This is Scotland, and I am tasting Scotches. Very fine ones, in fact. I should be happy. Even giddy. But there’s a problem. I can’t even see the drams — much less sip any.
Smartphones have suddenly sprouted like shiny bamboo shoots. People in my tour group are squeezing in front of me and elbowing me out of the way.
There’s a woman with not one but two phones happily clicking away. A man wearing tweed is hopping as he snaps, which blocks a taller man behind him. I watch the tall guy drag over a chair from somewhere and begin shooting what has to be a hawk’s-eye view of the scene.
Is the Duchess of Cambridge here? No, what the flashes are highlighting is, well, whisky. Images of a desk clerk pouring. Pictures of a drink.
As quickly as I can, I grab my camera, set the settings, flip on the flash, and — for reasons I’m not sure of — something makes me stop. Just this once, I’m not quite up for battle. I slink over to a plate of scones.
What’s going on? The single-malt shot: It will not be mine.
Everyone else will snag much better images than I will. They’ll be grabbing Facebook traffic the very second they post them.
I will drink my unrecorded whisky in disgrace.
When it comes to taking photos, I almost always try hard. I dance a samba the minute I’m lucky enough to reel a good shot in. But every once in a while, I have an intrusive thought: How many tidbits from a vacation does a traveler need?
I’ve started to think that snapping strings of pictures is a kind of nervous tic. A way to box up travel, show it off and take it safely home. It seems the only convincing reason for a world that suddenly seems bored with plain old experience (yawn, another day in Rome) until the instant it’s captured.
What makes a man hold up the screen of his picture-enabled iPad to block out a squadron of sun-bright parrots in Brazil? What causes a woman in a safari jacket to pose for a series of self-portraits? When it’s sunset. In Kenya. When a brushfire tints the sky. When there are giraffes — softly bending — only a few yards away?
Why do people point lenses at unphotographable rain in rain forests? Or shadowless snow on top of ice on top of the Arctic Sea?
Why do diners in a Hanoi noodle joint forget the slurp, the steam, the shrimp curled up inside their pho? Everyone likes images that are sharp and evocative and good. But of every mouthful, at every meal?
I’m the first to admit: Whether it’s a recipe or a blog, words arranged on paper look a lot more polished when they mix with pictures. Colors are a fast and fashionable crowd. A sentence skulks around in horn-rimmed glasses. Paragraphs hate parties. Pages are painfully shy.
So I get that hotshot photographers are proud. They can spot us amateurs coming, and they suppress a smirk. I know just what they’re thinking: No fire in our bellies. No guts. No decent equipment. No game.
And when push comes to shove, I realize that they’re right. That shot that caught the drama of an accident, in a dusty alley, deep in the medina, in between souks, in Fes? Not mine. I missed the action. I was engrossed in spooning up sauce with couscous at a cafe lunch.
That image that made the Atlas Mountains look luminescent, and picked out a lantern moon? I didn’t take it. I was too busy skidding on pebbles. Too busy poring over a map. Too busy wiping my brow.
It may be simple jealousy, but lately I’ve felt a secret, giddy relief when I enter a place where pictures aren’t allowed. Is it a tropical garden in Burma full of expansive blossoms and enormous trees? I might see a butterfly against a branch without the scene being backlit by a dozen flashes.
Is it an almost-famous restaurant in Madrid? I’ll be able to actually taste and digest without a tablemate photogenically rearranging my food. Unruly lakes of gravy, hills of mashed potatoes? Do not sculpt. Here comes my knife.
Can you find flavor in a photo? Can you sniff it? Roll it around on your tongue? In these moments, I no longer want to try.
Suddenly I’m free — not just from forests of clicking cellphones — but from the temptation to pull out my own. I can concentrate, not on things that might be worth recording, but on the things that aren’t.
A person’s face that isn’t craggy or intriguing. A rattling sound that makes me think of music. A boring-looking bit of fencing that, for some reason, reminds me of home.
When I get this gift of seconds that are very happily pointless, I remember something that I typically forget. I remember what it was like in the days before devices, before everyone on Earth was “wired.”
I make my mind up to turn over a fresh new leaf on my very next trip. Don’t be encumbered, I remind myself. Skip the technology, take a pass on gear.
I have a plan, in fact. A plan to alert myself when it’s time to pack. I’ll use my iPad, type in the date. I’ll set it up just so.
I’ll make sure that my device lays on an ear-splitting warning at exactly the moment when I’m filling my duffel.
“See more, snap less,” it will say.
Don’t be encumbered.
Don’t be the Tweed Man. Don’t be the Tall Man.
Just go.
Mandel is a travel journalist and author of children’s books, including “Jackhammer Sam” (Macmillan).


> **To do**:
The expected output is the complete listing, copied exactly.

---------- Data extract

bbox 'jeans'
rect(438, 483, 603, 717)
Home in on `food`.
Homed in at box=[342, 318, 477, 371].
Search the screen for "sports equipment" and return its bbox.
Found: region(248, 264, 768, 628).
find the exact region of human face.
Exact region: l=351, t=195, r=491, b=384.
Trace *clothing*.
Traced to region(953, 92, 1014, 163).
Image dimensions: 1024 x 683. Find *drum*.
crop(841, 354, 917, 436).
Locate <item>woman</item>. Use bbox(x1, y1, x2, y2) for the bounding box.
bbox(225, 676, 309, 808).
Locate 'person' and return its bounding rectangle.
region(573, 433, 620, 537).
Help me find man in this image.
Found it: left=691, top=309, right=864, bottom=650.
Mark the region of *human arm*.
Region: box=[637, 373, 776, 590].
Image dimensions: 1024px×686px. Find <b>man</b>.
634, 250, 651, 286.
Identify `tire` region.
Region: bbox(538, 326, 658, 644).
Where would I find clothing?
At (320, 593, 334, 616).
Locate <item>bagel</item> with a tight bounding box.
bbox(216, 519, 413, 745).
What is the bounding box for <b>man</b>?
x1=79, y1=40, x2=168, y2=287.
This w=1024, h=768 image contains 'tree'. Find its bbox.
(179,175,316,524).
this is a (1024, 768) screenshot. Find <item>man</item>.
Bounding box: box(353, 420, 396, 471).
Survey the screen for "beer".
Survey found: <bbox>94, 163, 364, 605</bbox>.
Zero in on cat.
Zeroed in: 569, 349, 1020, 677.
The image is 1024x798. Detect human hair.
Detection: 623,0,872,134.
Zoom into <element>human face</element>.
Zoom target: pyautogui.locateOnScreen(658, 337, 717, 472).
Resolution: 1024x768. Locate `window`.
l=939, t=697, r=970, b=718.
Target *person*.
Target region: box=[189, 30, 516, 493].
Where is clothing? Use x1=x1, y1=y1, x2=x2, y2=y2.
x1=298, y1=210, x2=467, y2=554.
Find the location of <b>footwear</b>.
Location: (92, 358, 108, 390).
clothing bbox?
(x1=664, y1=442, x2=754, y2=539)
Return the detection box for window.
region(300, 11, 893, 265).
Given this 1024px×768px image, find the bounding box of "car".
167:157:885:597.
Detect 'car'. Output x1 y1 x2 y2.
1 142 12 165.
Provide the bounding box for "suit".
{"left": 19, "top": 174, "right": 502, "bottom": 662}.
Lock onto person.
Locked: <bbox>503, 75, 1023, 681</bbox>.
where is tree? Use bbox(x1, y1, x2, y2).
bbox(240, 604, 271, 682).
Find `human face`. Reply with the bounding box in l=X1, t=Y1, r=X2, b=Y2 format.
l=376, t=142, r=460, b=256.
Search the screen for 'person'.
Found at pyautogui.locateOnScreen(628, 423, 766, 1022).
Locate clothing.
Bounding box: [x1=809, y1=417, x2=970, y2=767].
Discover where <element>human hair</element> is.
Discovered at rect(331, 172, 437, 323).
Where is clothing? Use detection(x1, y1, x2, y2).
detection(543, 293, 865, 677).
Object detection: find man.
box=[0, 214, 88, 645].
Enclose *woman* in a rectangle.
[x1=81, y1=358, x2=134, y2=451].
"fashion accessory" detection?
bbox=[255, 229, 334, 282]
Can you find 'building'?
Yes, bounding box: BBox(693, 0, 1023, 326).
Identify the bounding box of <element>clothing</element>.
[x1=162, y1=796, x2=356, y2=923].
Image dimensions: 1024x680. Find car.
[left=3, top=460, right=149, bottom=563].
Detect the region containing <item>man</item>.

--------------------

> **Answer area**:
bbox 'jeans'
rect(438, 483, 603, 717)
Home in on `food`.
Homed in at box=[342, 318, 477, 371].
Search the screen for "sports equipment" and return its bbox.
Found: region(248, 264, 768, 628).
find the exact region of human face.
Exact region: l=351, t=195, r=491, b=384.
Trace *clothing*.
Traced to region(953, 92, 1014, 163).
Image dimensions: 1024 x 683. Find *drum*.
crop(841, 354, 917, 436).
Locate <item>woman</item>. Use bbox(x1, y1, x2, y2) for the bounding box.
bbox(225, 676, 309, 808).
Locate 'person' and return its bounding rectangle.
region(573, 433, 620, 537).
Help me find man in this image.
Found it: left=691, top=309, right=864, bottom=650.
Mark the region of *human arm*.
Region: box=[637, 373, 776, 590].
Image dimensions: 1024px×686px. Find <b>man</b>.
634, 250, 651, 286.
Identify `tire` region.
Region: bbox(538, 326, 658, 644).
Where would I find clothing?
At (320, 593, 334, 616).
Locate <item>bagel</item> with a tight bounding box.
bbox(216, 519, 413, 745).
What is the bounding box for <b>man</b>?
x1=79, y1=40, x2=168, y2=287.
This w=1024, h=768 image contains 'tree'. Find its bbox.
(179,175,316,524).
this is a (1024, 768) screenshot. Find <item>man</item>.
Bounding box: box(353, 420, 396, 471).
Survey the screen for "beer".
Survey found: <bbox>94, 163, 364, 605</bbox>.
Zero in on cat.
Zeroed in: 569, 349, 1020, 677.
The image is 1024x798. Detect human hair.
Detection: 623,0,872,134.
Zoom into <element>human face</element>.
Zoom target: pyautogui.locateOnScreen(658, 337, 717, 472).
Resolution: 1024x768. Locate `window`.
l=939, t=697, r=970, b=718.
Target *person*.
Target region: box=[189, 30, 516, 493].
Where is clothing? Use x1=x1, y1=y1, x2=x2, y2=y2.
x1=298, y1=210, x2=467, y2=554.
Find the location of <b>footwear</b>.
Location: (92, 358, 108, 390).
clothing bbox?
(x1=664, y1=442, x2=754, y2=539)
Return the detection box for window.
region(300, 11, 893, 265).
Given this 1024px×768px image, find the bounding box of "car".
167:157:885:597.
Detect 'car'. Output x1 y1 x2 y2.
1 142 12 165.
Provide the bounding box for "suit".
{"left": 19, "top": 174, "right": 502, "bottom": 662}.
Lock onto person.
Locked: <bbox>503, 75, 1023, 681</bbox>.
where is tree? Use bbox(x1, y1, x2, y2).
bbox(240, 604, 271, 682).
Find `human face`. Reply with the bounding box in l=X1, t=Y1, r=X2, b=Y2 format.
l=376, t=142, r=460, b=256.
Search the screen for 'person'.
Found at pyautogui.locateOnScreen(628, 423, 766, 1022).
Locate clothing.
Bounding box: [x1=809, y1=417, x2=970, y2=767].
Discover where <element>human hair</element> is.
Discovered at rect(331, 172, 437, 323).
Where is clothing? Use detection(x1, y1, x2, y2).
detection(543, 293, 865, 677).
Object detection: find man.
box=[0, 214, 88, 645].
Enclose *woman* in a rectangle.
[x1=81, y1=358, x2=134, y2=451].
"fashion accessory" detection?
bbox=[255, 229, 334, 282]
Can you find 'building'?
Yes, bounding box: BBox(693, 0, 1023, 326).
Identify the bounding box of <element>clothing</element>.
[x1=162, y1=796, x2=356, y2=923].
Image dimensions: 1024x680. Find car.
[left=3, top=460, right=149, bottom=563].
Detect the region containing <item>man</item>.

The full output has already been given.